Warcraft 2: The Tides of Darkness was the much awaited sequel to the ever popular Warcraft: Orcs and humans. After watching the opening cinematic, the time is set 6 years after the first game, in which it is revealed that the orcs emerged as being victorious in Azeroth, and the surviving flee north to Lordaeron, allying with elves and dwarves. The orcs decide they want to invade the northern lands as well, and the cinematic features the orcish fleet arriving at Lordaeron, with the allies preparing for the pending war.
Warcraft 2: The Tides of Darkness was the much awaited sequel to the ever popular Warcraft: Orcs and humans. After watching the opening cinematic, the time is set 6 years after the first game, in which it is revealed that the orcs emerged as being victorious in Azeroth, and the surviving flee north to Lordaeron, allying with elves and dwarves. The orcs decide they want to invade the northern lands as well, and the cinematic features the orcish fleet arriving at Lordaeron, with the allies preparing for the pending war.
As with the predecessor, you get the option of playing as either Orcs or Humans, however the variety of units has been far enhanced, such the possibility of training sea faring units such as battleships
and submarines, as well as aerial units featuring dragons and gryphon riders. As well as new units, some of the older units have met a demise in the sequel, notably units such as clerics and necrolytes have now been disbandoned in the sequel, now blended with existing melee units in the form of an upgrade allowing spells to be cast; for the humans the knights can be upgraded to Paladins with the heal and divination abilities, and for the orcs the Ogres can become Ogre-Magi, accompanied a change in the portrait and a different voice compared to before. Rather than just gold and lumber being the only resources, oil is now available, which is needed predominately for the naval units and can only be collected from oil patches from the sea.
After playing as both Humans and Orcs for a little while, I noticed that the 2 sides seemed a lot more evenly balanced than they did in the predecessor – In the first installment, it was considerably easier to win the game playing as the human side in both the single player campaign as well as over the network, due mostly to the ability of the human soldiers to heal via clerics, and also the extended range that was provided by the human archers over the orcish spearmen, in which a common tactic was to train about 15 to 20 archers and make 2 files as a defense to your base, in which absolutely every enemy unit was killed in a matter of seconds, even the orcish daemon, which was the most powerful unit in the game.
The graphics are also different to the original, most notably the size of the units being so much bigger than in the first game, and also the amount of detail that is featured on each unit in comparison to Warcraft. The movies that are featured were extraordinary for the time, in fact some still are.
Overall, the sequel promised more than the predecessor, and did deliver. It’s a pretty easy game to pick up, even if you haven’t played the original, with a very simple interface that makes it easy to interact with characters and building structures, which will guarantee a good lot of your time spent indoors from the first moment you play this game. It’s a classic! You’d be missing out if you didn’t download it.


> **Problem to work on**
If a line in the data holds "name", copy that line out in full.

(Figure collection entries)
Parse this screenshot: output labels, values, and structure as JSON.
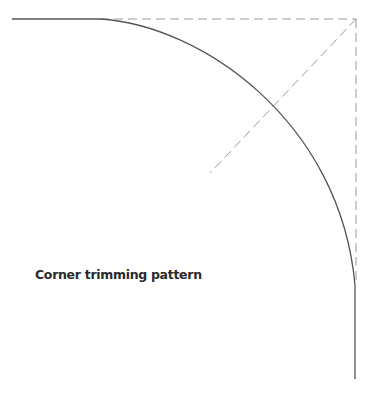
{
  "diagram": {
    "caption": "Corner trimming pattern",
    "colors": {
      "solid_line": "#555555",
      "dashed_line": "#9a9a9a",
      "text": "#2a2a2a"
    },
    "elements": [
      {
        "type": "solid-line",
        "name": "top-edge",
        "from": [
          12,
          19
        ],
        "to": [
          100,
          19
        ]
      },
      {
        "type": "arc",
        "name": "trimmed-corner-curve",
        "from": [
          100,
          19
        ],
        "to": [
          355,
          285
        ]
      },
      {
        "type": "solid-line",
        "name": "right-edge",
        "from": [
          355,
          285
        ],
        "to": [
          355,
          379
        ]
      },
      {
        "type": "dashed-line",
        "name": "original-top-edge",
        "from": [
          100,
          19
        ],
        "to": [
          356,
          19
        ]
      },
      {
        "type": "dashed-line",
        "name": "original-right-edge",
        "from": [
          356,
          19
        ],
        "to": [
          356,
          285
        ]
      },
      {
        "type": "dashed-line",
        "name": "corner-diagonal",
        "from": [
          356,
          19
        ],
        "to": [
          210,
          173
        ]
      }
    ]
  }
}
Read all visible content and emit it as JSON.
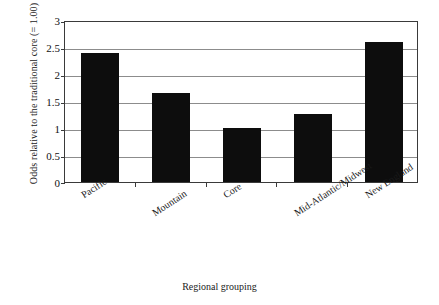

> **Answer to this task**
        "name": "top-edge",
        "name": "trimmed-corner-curve",
        "name": "right-edge",
        "name": "original-top-edge",
        "name": "original-right-edge",
        "name": "corner-diagonal",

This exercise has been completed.